Prosecutors in Wiebaden looking into the death and subsequent police investigation of Jeremiah Duggan, whose body was found by a road in 2003, have closed the long-running inquiry, to the dismay of the young man’s mother.
Erica Duggan campaigned for years for a thorough investigation and hopes were raised in 2012 when the Frankfurt High Court found mistakes had been made.
Jeremiah, a 22-year old Jewish student involved with the Wiesbaden-based group Helga Zepp LaRouche when he died, called his mother saying he was in danger and asking to be picked up shortly before he was found dead.

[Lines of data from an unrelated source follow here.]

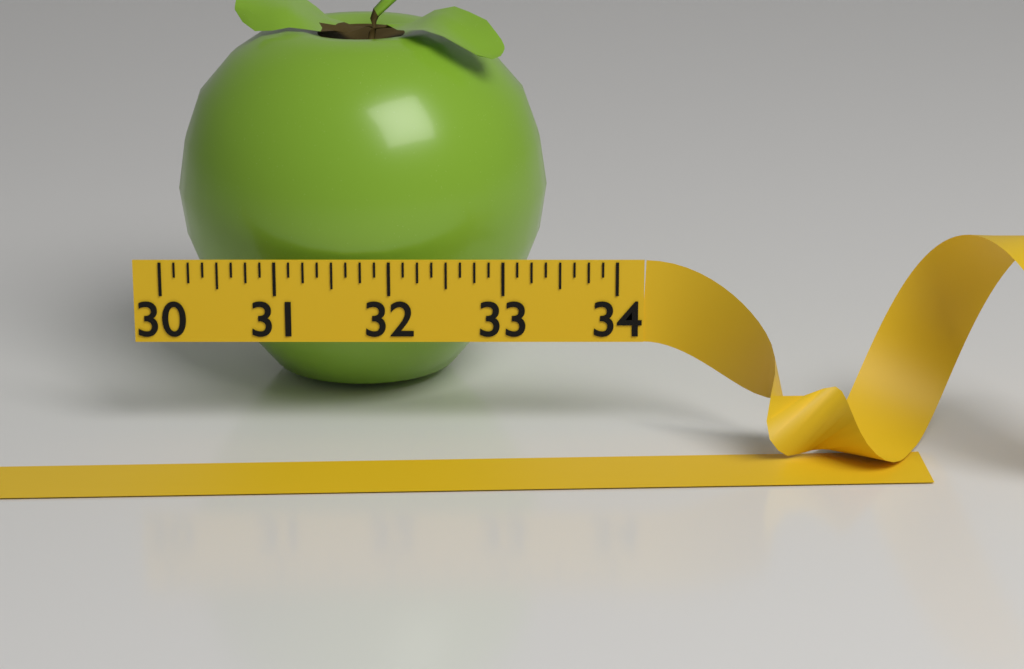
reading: 33.400 (no unit)
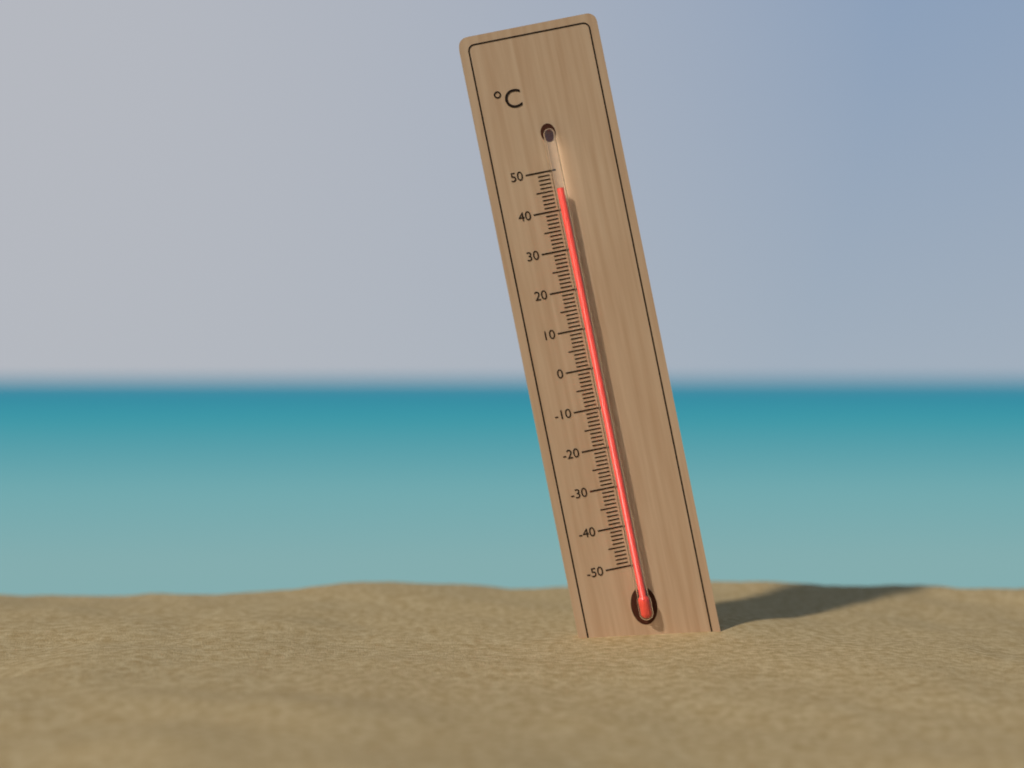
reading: 45 °C
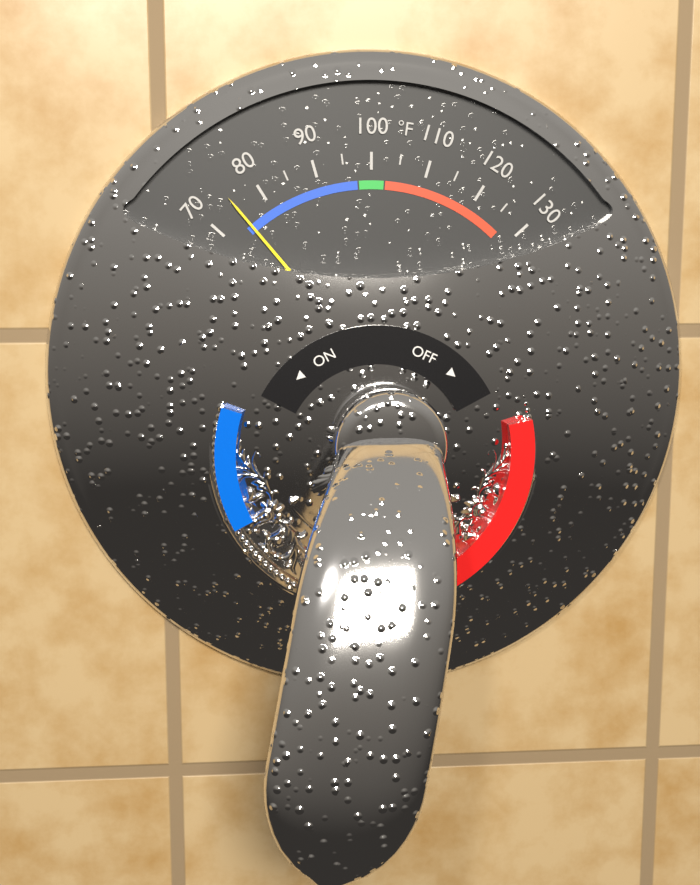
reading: 75 °F
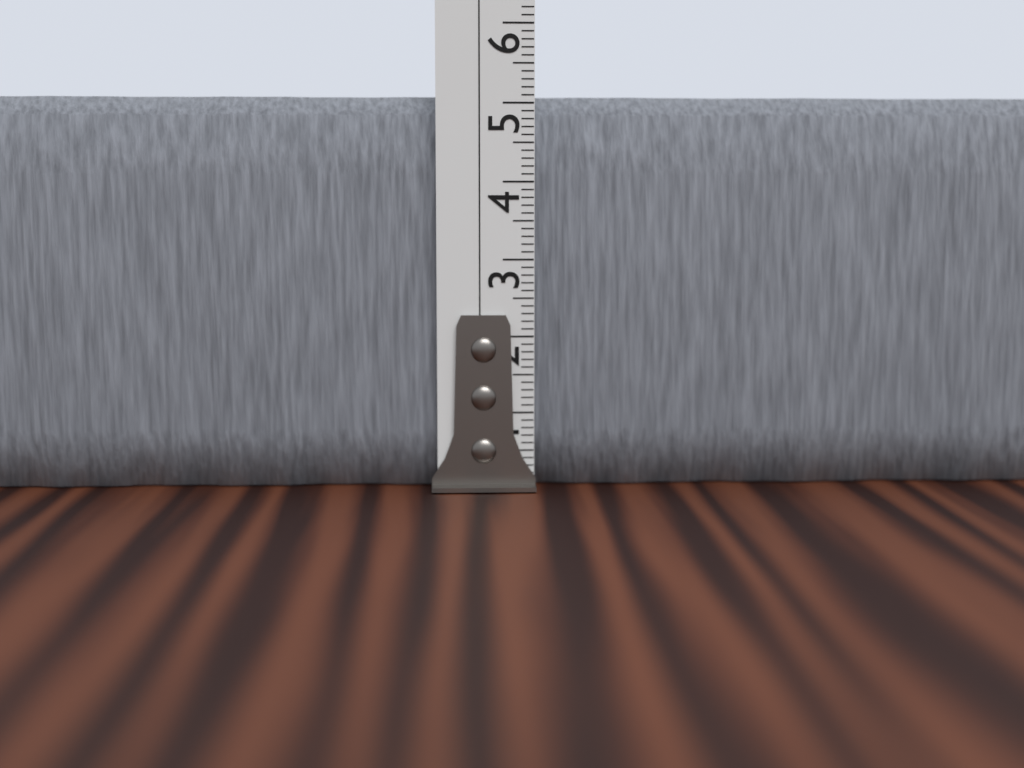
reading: 5.1 cm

Erica, who lives in Golders Green, described LaRouche as “a cult” and said German authorities had not followed through with their investigations, saying: “Vital lines of enquiry have been ignored.”
German police recorded Jeremiah’s death as suicide, his body having been found on the autobahn near Wiesbaden, hours after attending an event organised by LaRouche, which he believed was a conference concerning the problems in Iraq.
A three-day inquest in the UK in 2015 heard evidence of possible “foul play” after Jeremy Hyam, the Duggan family’s lawyer, said a court in Germany “concluded that the facts as found by the prosecutor appeared to be impossible in the light of the evidence available”.
This week the family said its lawyers would be discussing “how vital witnesses have still not been investigated, suspicions and contradictions not followed up, and how the mindset of suicide has continued to blind the authorities”.